Sasha, who’d since gone home to face her parents in Elizabethtown.
Or so Belle had been told.
“She called you a slave trader.” Belle couldn’t keep her voice from cracking.
“I wasn’t at the club to preach against the evils of the sex trade. You know that.”
Belle whirled around, her eyes blazing with long-suppressed fury. A fury of which Charlotte had only seen the tip. A fury at no one and everyone, that Belle herself barely understood. “So if it hadn’t been me, it would have been someone else?”
“Probably. Yes.”
“And all this time I thought—I thought I meant something to you—”
“Belle—”
“But we’re interchangeable. All women. That’s it.”
“I might have brought home another woman, but she wouldn’t have been you. She would have been like Sasha, or one of the others. A distraction. She wouldn’t have shared my bed.”
Belle curled up into a ball on the couch and started to sob.
A little while later, she felt the cushions move as Ash sat down next to her.
“I could dare to hope that this means you care about me,” he said.
She looked up. “You—it matters?”
His eyes held hers. “Don’t lose faith in me now, because some dumb chit told you a rumor. Yes, I was there for…other reasons. When I made plans to go out that night, I didn’t know you existed. I’
d never had cause to dream that such a person could exist.
“And Belle…I’m not a good man. I’ve never claimed to be. You were the one who first observed that I’m a criminal and while I’d like to contest the charge I…simply don’t know.” He sounded tired. “But, whatever my intentions that night, I can tell you in all honesty that when I saw you for the first time, my life changed. I wanted to rescue you, to take you home and keep you safe. To protect you from a world you didn’t belong in. That’s too harsh for you. Too real. To protect you from men like me. A good man would have let you go but, I told you, I’m not a good man.”
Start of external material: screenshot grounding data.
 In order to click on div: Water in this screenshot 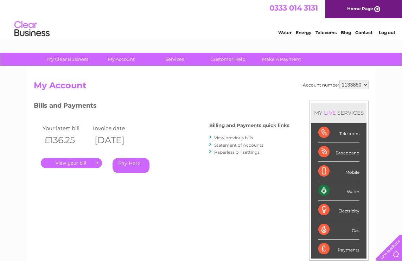, I will do `click(338, 190)`.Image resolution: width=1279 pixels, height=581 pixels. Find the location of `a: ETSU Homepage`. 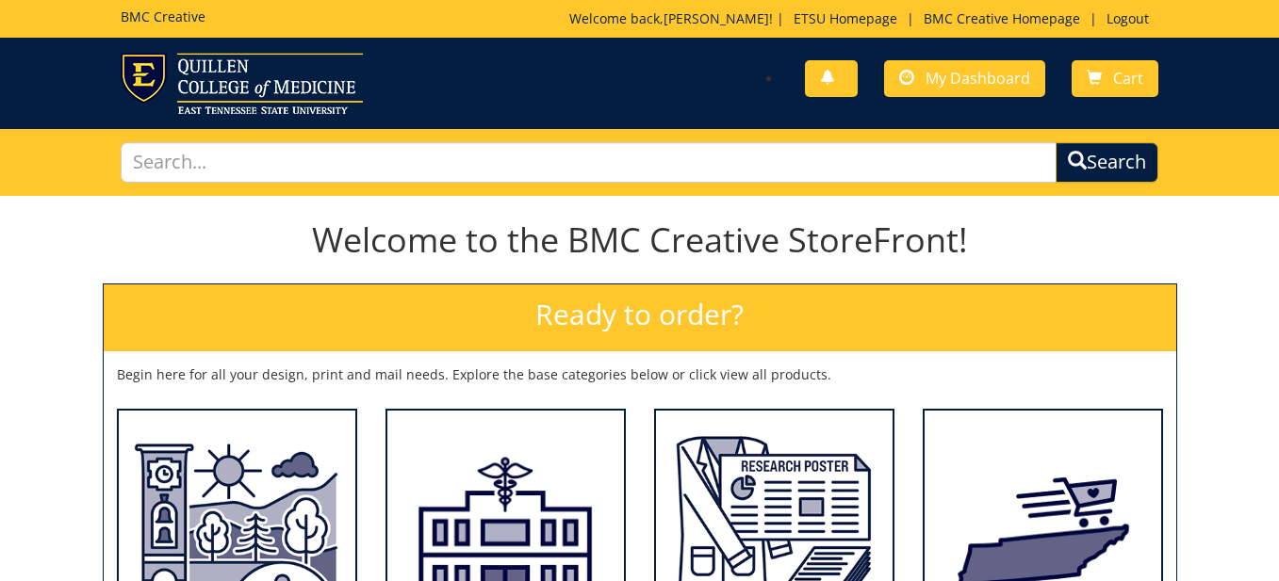

a: ETSU Homepage is located at coordinates (845, 18).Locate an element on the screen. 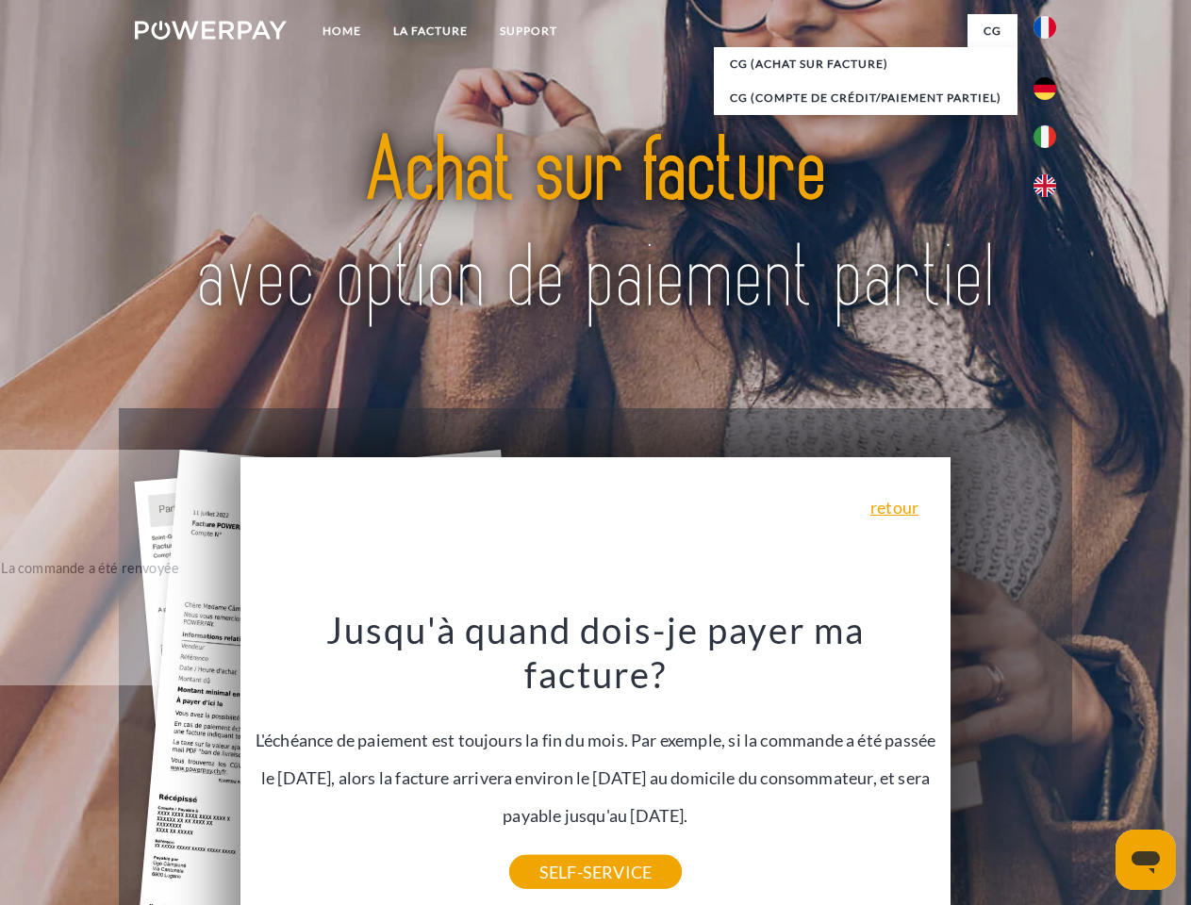  a: Support is located at coordinates (528, 31).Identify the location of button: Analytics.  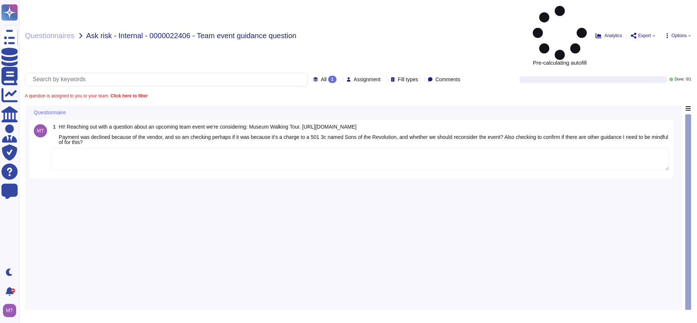
(609, 36).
Belle sniffed. “I wanted to tell her to go fuck herself.”
“I’m not a slave trader.”
“I know.”
What had begun as light rain had turned into a slow, drenching downpour. Belle hoped that Charlotte drowned in it. Her and her internship and her stupid suit.
She swallowed. “I’m sorry.”
“You have no reason to apologize.”
“I didn’t—I’m not ready.”
Ash kissed her.
SEVENTY-FOUR
His lips were cool, assured. Forceful without being demanding. Leading rather than pushing. A man’s experienced kiss instead of a boy’s fumbling. He knew what he wanted and knew, too, that he’d take it. He waited only for her acquiescence. For her to accept the inevitable and yield herself up to him, body and soul.
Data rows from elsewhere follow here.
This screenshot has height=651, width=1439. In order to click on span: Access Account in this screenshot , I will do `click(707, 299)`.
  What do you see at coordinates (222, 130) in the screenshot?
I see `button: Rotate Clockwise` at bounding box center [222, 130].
The rain beat against the windows. The room was in gloom. Ash guided her down onto the couch and she stared up, watching beads of shadow-rain running across the ceiling.
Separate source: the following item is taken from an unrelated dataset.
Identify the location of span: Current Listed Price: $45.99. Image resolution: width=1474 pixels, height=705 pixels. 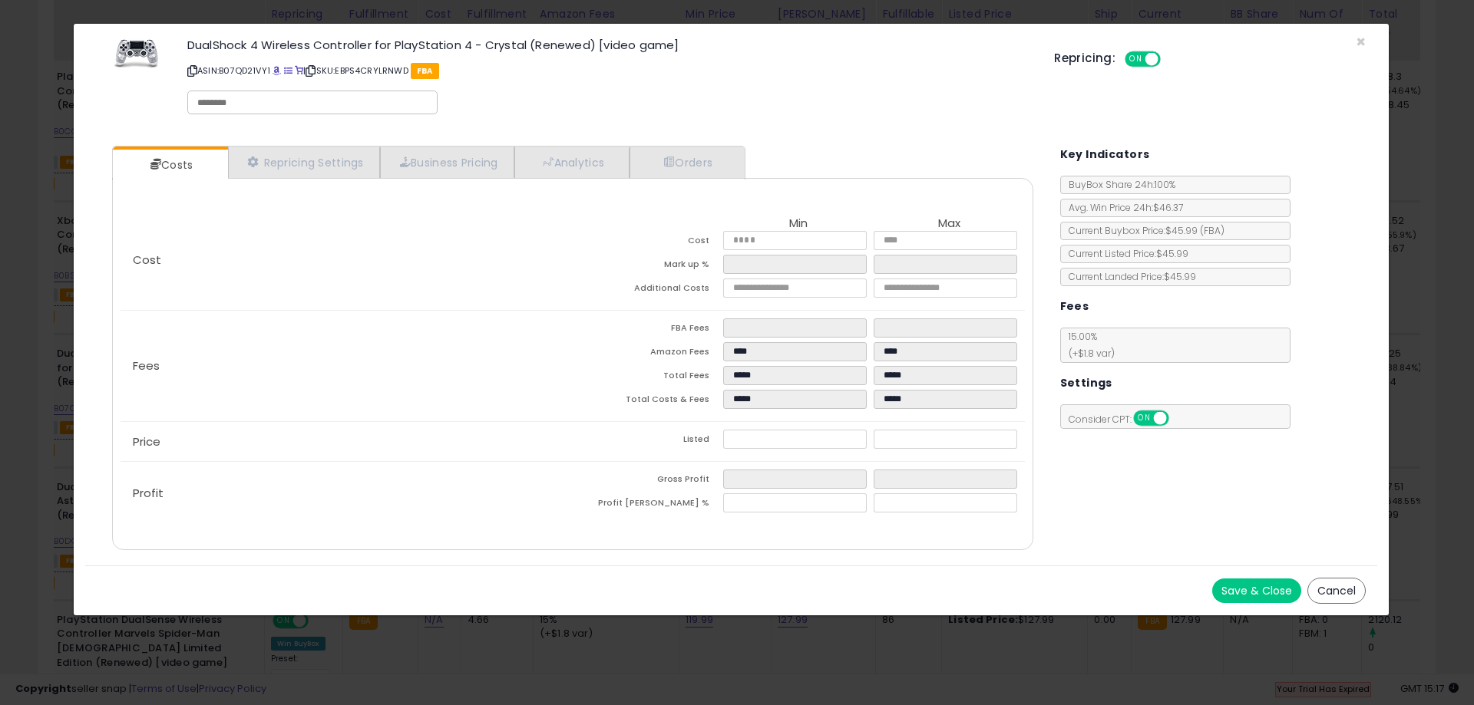
(1125, 253).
He kissed along her jawline. Her earlobe. The hollow behind her ear. He smelled of hand-milled soap and expensive cologne. Sandalwood. Bergamot. Other things.
He began to undress her. First unzipping her jacket and then, lifting her up, slipping it off over her shoulders. Then pushing her shirt up and over her head as he kissed the hollow between her breasts. She didn’t resist him, but she didn’t respond. She was too overwhelmed. Her world had changed and, with Charlotte’s reappearance, changed again. She couldn’t get the image of her friend out of her mind. Standing there. Staring at Belle.
Telling her that she needed to be rescued.